There was a scene by scene competence to A Talking Picture (Um Filme Falado, 2003), so that I struggled to remain patient with the fact that it is boring & pointless. It is in the main a travelog, not a story, & much of the time comes across as merely instructional for kids.
A history professor (Leonor Silveira) takes her little daughter (Filipa de Almeida) on a cruise from Lisbon toward Bombay stopping at many ports to look at famous sites, & the mom tells simple legends & bits of history in the manner of any two-euro tourist-guide.
She meets other people along the way who add to the endless lectury dialogue, & each person in turn speaks in the exact same tourist-guide voice, robbing the mother-historian of any chance to seem like an individual (if boring) character who can't do anything but spout nuggets of history. People who like travel documentaries might like this advertisement for a sea cruise, but I felt ripped off for my time.
The advertised stars which attracted me to this turkey were John Malkovich as the cruise captain, Catherine Deneuve as the business tycoon, Irene Papas as the aging folksinger actress, & Stefania Sandrelli as the widowed aging former model.
These characters show up after an hour & we have to watch them have their Captain's Dinner Table conversation in which they congratulate themselves at length for being able to each speak to one another in their own languages & be understood by the rest, how brilliantly cosmopolitan they all are, but how unfortunate the rest of the world, other than themselves, the world full of ignorance & stupidity.
This was like revisiting My Dinner With Andre (1981), but with four insufferable phony-intellectual chatterboxes instead of just Andre. I remarked to Granny Artemis, "If Luis Bunuel had directed this film, Terrorists would blow their table up right now, killing these self-important cretins as a joke."
[SPOILER ALERT] In the penultimate scenes the lecturing professor with her daughter & the self-important cretins all get to know each other over dinner, just before the ship has to be abandoned because terrorists had wired the ship to blow up.
Well, it still wasn't Luis Bunuel, because all the self-important cretins escape unscathed, but the professor & her daughter are blown up with the ship, an "exciting action climax" tacked on most pointlessly. The last image of Malkovich staring from his lifeboat at the exploding ship has him with an expression that seems to say, "Why in hell did I agree to be in this stupid movie?" [END SPOILER ALERT]
Advertised as a "meditation on civilization" this film has only one voice, & ultimately no characters, just several actors hired to take turns reading an aging director's self-indulgent essay.
The inexplicable action-ending was so silly & out of place that I felt truly betrayed for my patience with this tedious turd. Possibly the director seriously meant to say, "Life is dull, then shit happens," but I really wondered if he hadn't actually had a couple of strokes that erased from his brain everything he'd learned in a lifetime of filmmaking, thus he approached A Talking Picture as an abject amateur. And it's hands-down Malkovich's worst performance, as even his genius can't save the interminable repetitions of colorless text.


Activity:
Exclude the pictures and reproduce exactly the lines that run from the one holding "Aim at *person*." to the end of the entries below.

------------------------------------

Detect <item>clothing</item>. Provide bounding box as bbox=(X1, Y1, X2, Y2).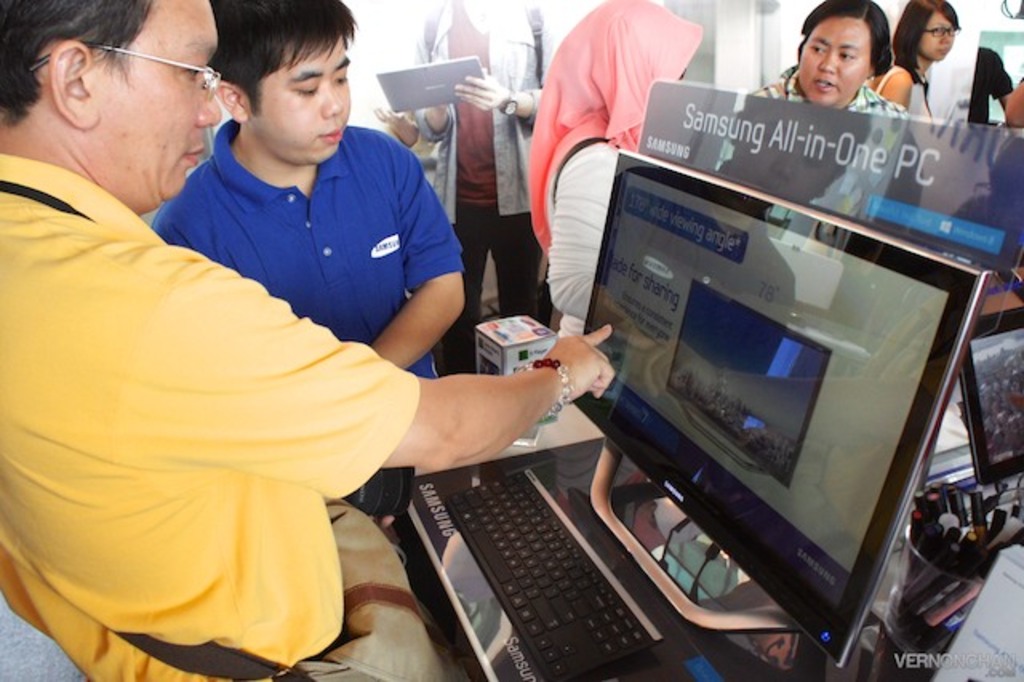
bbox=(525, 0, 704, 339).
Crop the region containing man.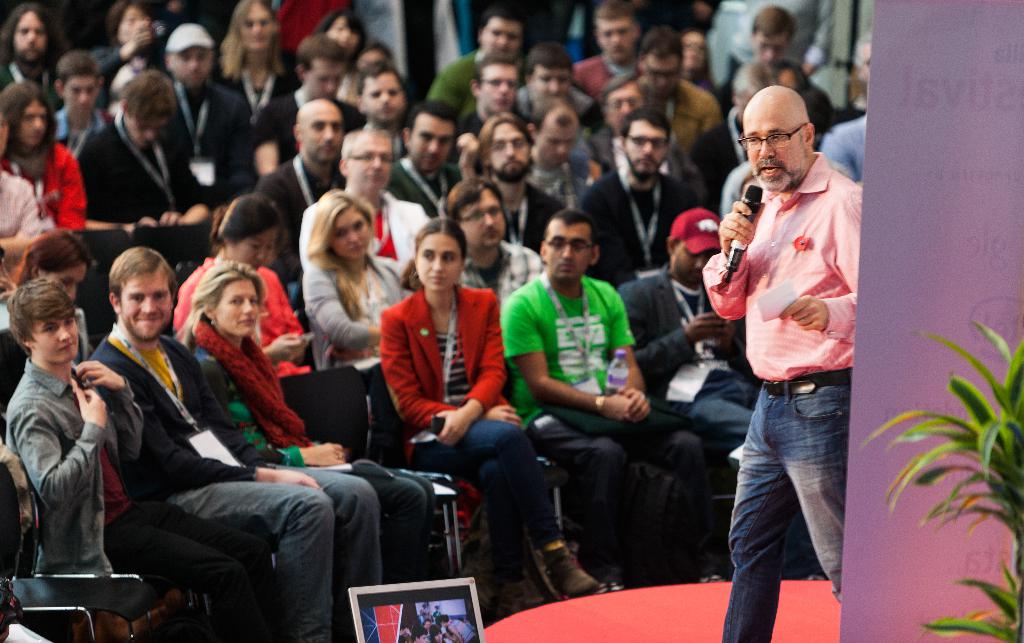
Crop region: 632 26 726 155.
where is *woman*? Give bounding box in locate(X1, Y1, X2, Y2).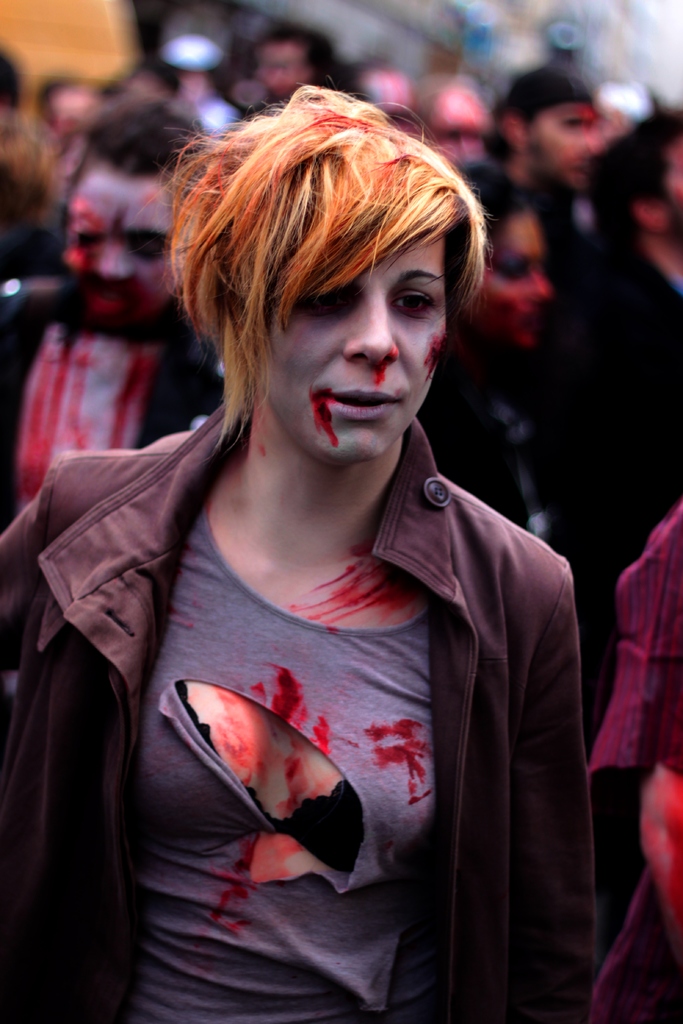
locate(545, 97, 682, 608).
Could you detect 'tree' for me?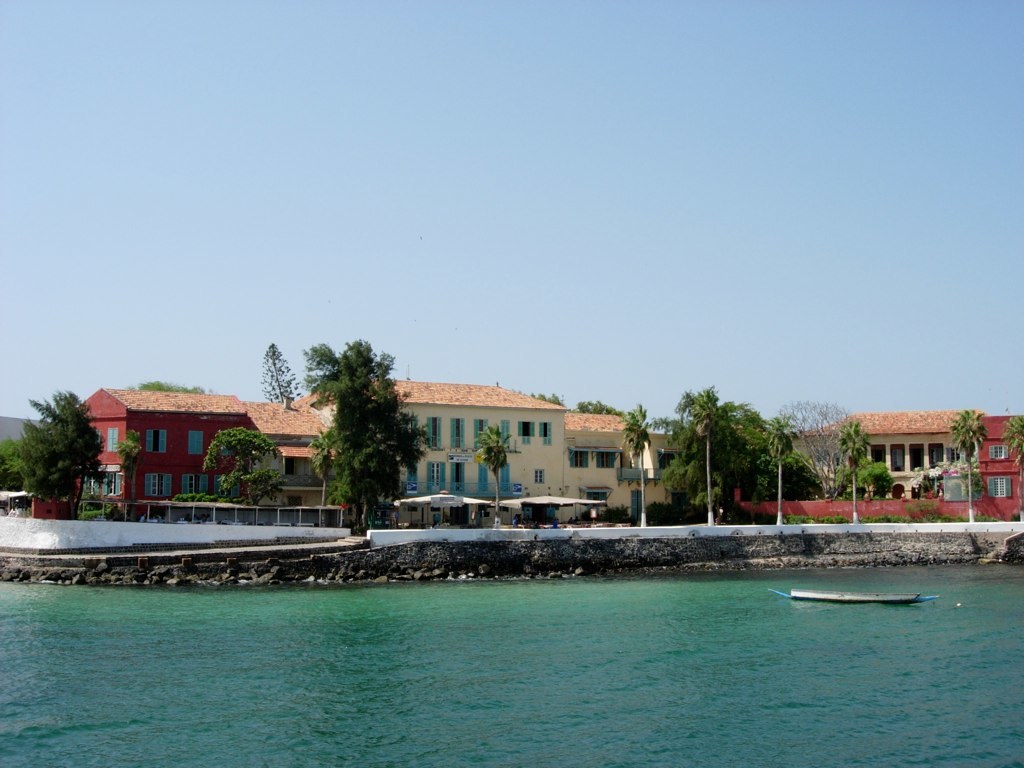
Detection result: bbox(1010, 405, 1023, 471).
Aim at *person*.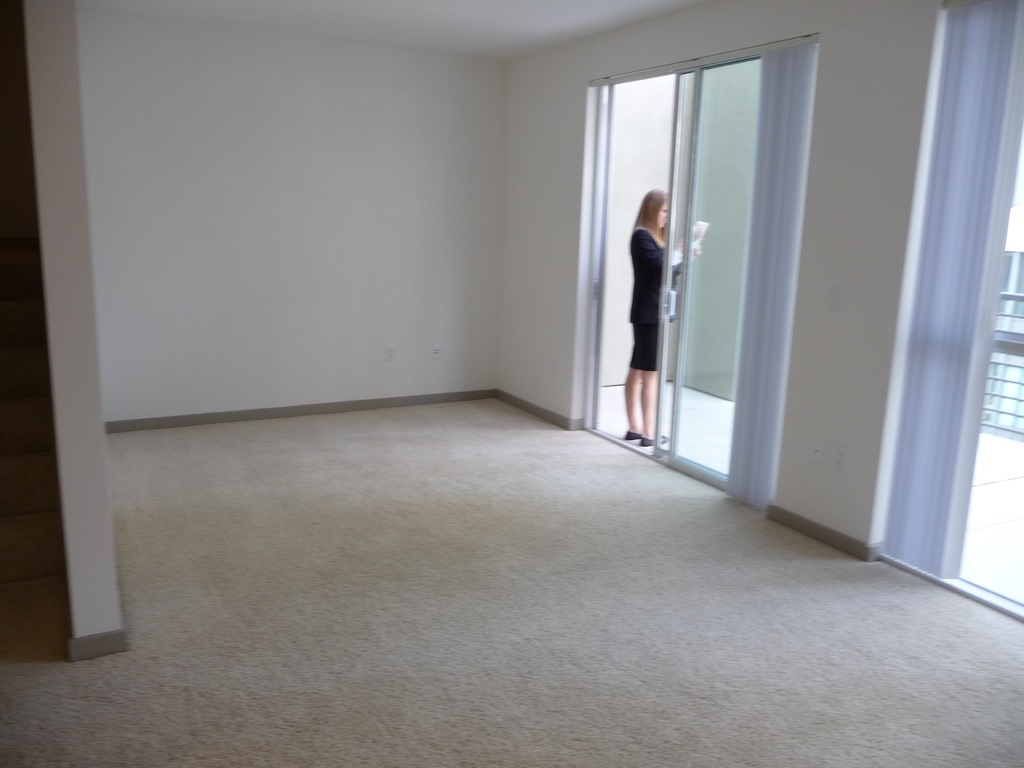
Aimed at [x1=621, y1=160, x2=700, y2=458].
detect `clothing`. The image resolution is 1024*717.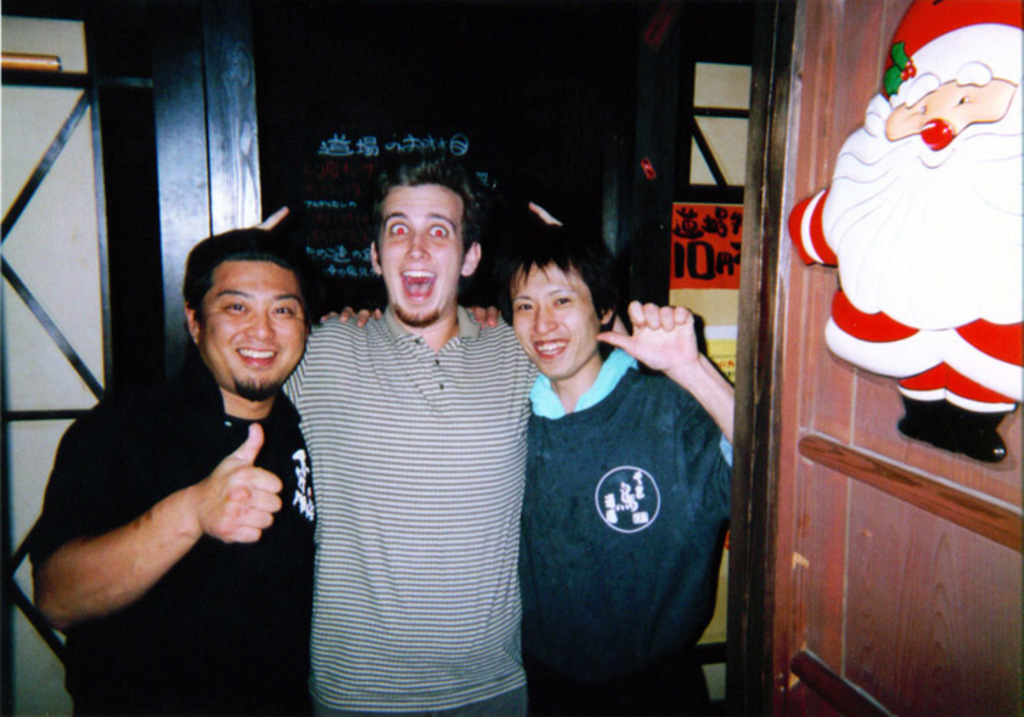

------------------------------------

Response area:
Aim at *person*.
Aimed at [x1=621, y1=160, x2=700, y2=458].
detect `clothing`. The image resolution is 1024*717.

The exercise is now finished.